Sunday, February 27, 2011

Innovations Conference - What is a Great Teacher?

Todd and I are currently in San Diego attending and presenting at the Innovations in the Community College conference.
I look around and get a pretty wonky impression that there are more administrators than teachers here, but it should be fruitful, and I'm pleased to report that some warm fuzzys are germinating, inspired by the keynote speaker, Allan Golston, President of the  U.S. Programs for the Bill & Melinda Gates Foundation.


He spoke of the pain in realizing some early efforts came up short, mainly that systemic and structural changes in K-12 education did not have the effects hoped for. What they learned was that real change happens at the classroom level, WITH THE TEACHER. Top teachers can improve even the lowest performing students. Wooo! This was personally affirming, because after going through 5 different schools (so far) with my 3 kids, this was dominant lesson for us as well. School philosophy be damned, it was the teacher that mattered. I can imagine that this was painful for Mr. Golston because a good teacher is something of an outlier, and far more tricky to find and develop that making changes in policy or method. A good teacher transcends all those things.

Mr. Golston told the story of his being a young accounting teacher, confronted by ill-prepared students. Instead of flunking them, as one mentor coldly suggested, he opened a special Saturday session to bring those students up to where they needed to be. It wasn't a special gift of oratory, cleverness or technology, but simple willingness to go beyond for those students. I got totally choked up. The quality that all great teachers have? They care deeply about their students.

Wednesday, February 16, 2011

The Things that Don't Change

If you don't update your blog for 3 months, people will wonder whether you will ever be back. Currency is valuable on the internet, and I'm not talking cash. It's more of a credit line. If you keep your web log fresh, like the flowers on the table, you might keep people coming back for a bite. Let it wilt to crusted brown and there will be no one coming to your door.
Do you find this ironic? Postings on the web can last, well, until the electricity runs out. So wouldn't this permanence let you say the things you need to only once? No need to repeat yourself, it would live on in transcendence of time, there for the searching now and forever.
It doesn't necessarily work that way - the internet gets stale faster than french bread. I doubt anyone will read any post contained in my archives, and they will be as good as last month's newspapers, balled up and burned. It's a good thing this internet isn't static, but churning churning out more fresh bit-burger-bytes. Still, what lasts? What do you return to?

Tuesday, February 1, 2011

Springing into Edu255

Wow, this will be Edu255's sixth semester. 75 amazing teachers! Looking at the change over that time and the growth ahead is amazing, and we are in the very center of it. Very exciting stuff, and frightening, and fun, and difficult at times. Technology surrounds us. We can resist it, or go ahead and make the move, toward it, without leaving behind our values and what we believe. It is ours to shape with everyone else, so let's learn how.


When approaching the online world, open to the possibility that what you might imagine to be possible, is possible. Can you talk to people through it? Yes. Can you make this blog whatever color you want? Yes. Can we organize videos together for a lesson plan? Affirmative, with the proper curiosity and perseverence. That kind of customizability by you - and students, together in interactive spaces, is really neat, with huge potential. These new contexts can create new self-motivations for learning.

We've had incredible discussions. The discussion board is the heart of the course, and this semester's going experimental again using the discus discussion tool, which personalizes it Facebook-style. The visual image gives life to it.

I look forward to making more great connections this semester. See you on Saturday!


▸ Action item: Find every line below where the string "ffffff" shows up, and copy those lines.

▸ Extracted data entries:
○ ○ ○ ○ ○ ○ ○

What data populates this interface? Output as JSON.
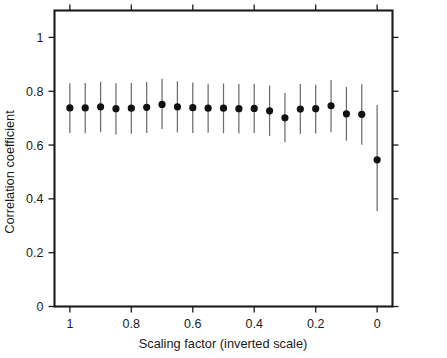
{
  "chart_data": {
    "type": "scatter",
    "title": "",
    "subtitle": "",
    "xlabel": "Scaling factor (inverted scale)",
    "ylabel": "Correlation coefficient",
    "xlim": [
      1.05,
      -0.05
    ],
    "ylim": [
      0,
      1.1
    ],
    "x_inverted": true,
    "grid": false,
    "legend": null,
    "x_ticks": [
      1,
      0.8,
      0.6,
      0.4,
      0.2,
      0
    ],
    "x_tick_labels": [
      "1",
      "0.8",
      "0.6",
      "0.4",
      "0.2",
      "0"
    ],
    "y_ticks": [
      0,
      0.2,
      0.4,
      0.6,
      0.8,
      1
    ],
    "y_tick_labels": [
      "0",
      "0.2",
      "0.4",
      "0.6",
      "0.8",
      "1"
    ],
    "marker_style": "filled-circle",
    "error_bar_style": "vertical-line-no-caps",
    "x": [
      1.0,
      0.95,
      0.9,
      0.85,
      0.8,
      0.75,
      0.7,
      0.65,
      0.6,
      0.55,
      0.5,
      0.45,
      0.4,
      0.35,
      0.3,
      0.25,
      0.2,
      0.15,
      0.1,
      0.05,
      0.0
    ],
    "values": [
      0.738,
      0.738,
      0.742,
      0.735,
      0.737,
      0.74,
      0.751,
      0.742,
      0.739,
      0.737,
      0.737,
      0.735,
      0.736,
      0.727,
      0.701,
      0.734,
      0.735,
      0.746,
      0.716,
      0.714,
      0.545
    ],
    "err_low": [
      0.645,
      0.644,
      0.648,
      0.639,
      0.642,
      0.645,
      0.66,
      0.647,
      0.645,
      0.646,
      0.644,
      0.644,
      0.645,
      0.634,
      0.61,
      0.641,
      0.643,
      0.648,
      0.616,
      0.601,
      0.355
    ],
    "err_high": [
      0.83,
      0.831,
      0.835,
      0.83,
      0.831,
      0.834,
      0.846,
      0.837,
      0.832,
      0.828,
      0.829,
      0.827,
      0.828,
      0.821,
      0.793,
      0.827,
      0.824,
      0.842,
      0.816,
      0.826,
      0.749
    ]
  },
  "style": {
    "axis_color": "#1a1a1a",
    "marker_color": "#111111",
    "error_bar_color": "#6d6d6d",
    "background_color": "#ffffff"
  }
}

○ ○ ○ ○ ○ ○ ○

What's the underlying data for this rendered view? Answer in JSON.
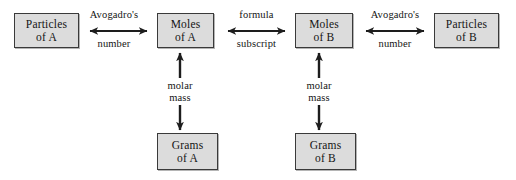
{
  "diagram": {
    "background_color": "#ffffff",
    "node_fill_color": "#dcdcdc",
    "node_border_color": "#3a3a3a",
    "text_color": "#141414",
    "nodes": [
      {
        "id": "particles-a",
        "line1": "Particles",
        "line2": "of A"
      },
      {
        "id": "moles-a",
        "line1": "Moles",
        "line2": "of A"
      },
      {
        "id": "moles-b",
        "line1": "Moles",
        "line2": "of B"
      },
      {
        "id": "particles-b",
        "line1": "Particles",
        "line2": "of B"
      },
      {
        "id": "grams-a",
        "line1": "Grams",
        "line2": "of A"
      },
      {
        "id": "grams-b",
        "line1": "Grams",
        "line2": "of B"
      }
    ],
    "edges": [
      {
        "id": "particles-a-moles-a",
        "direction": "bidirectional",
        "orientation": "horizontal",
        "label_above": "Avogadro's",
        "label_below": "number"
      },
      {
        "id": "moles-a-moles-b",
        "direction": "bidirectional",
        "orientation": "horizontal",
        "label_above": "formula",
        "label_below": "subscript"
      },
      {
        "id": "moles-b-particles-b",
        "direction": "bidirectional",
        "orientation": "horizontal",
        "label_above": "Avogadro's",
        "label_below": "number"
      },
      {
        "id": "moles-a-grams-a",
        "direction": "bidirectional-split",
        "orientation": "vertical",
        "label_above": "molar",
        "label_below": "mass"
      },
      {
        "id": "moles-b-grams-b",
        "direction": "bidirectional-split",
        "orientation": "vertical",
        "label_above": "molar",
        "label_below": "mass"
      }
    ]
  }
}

○ ○ ○ ○ ○ ○ ○

▸ Answer for this exercise:
    "background_color": "#ffffff"
    "background_color": "#ffffff",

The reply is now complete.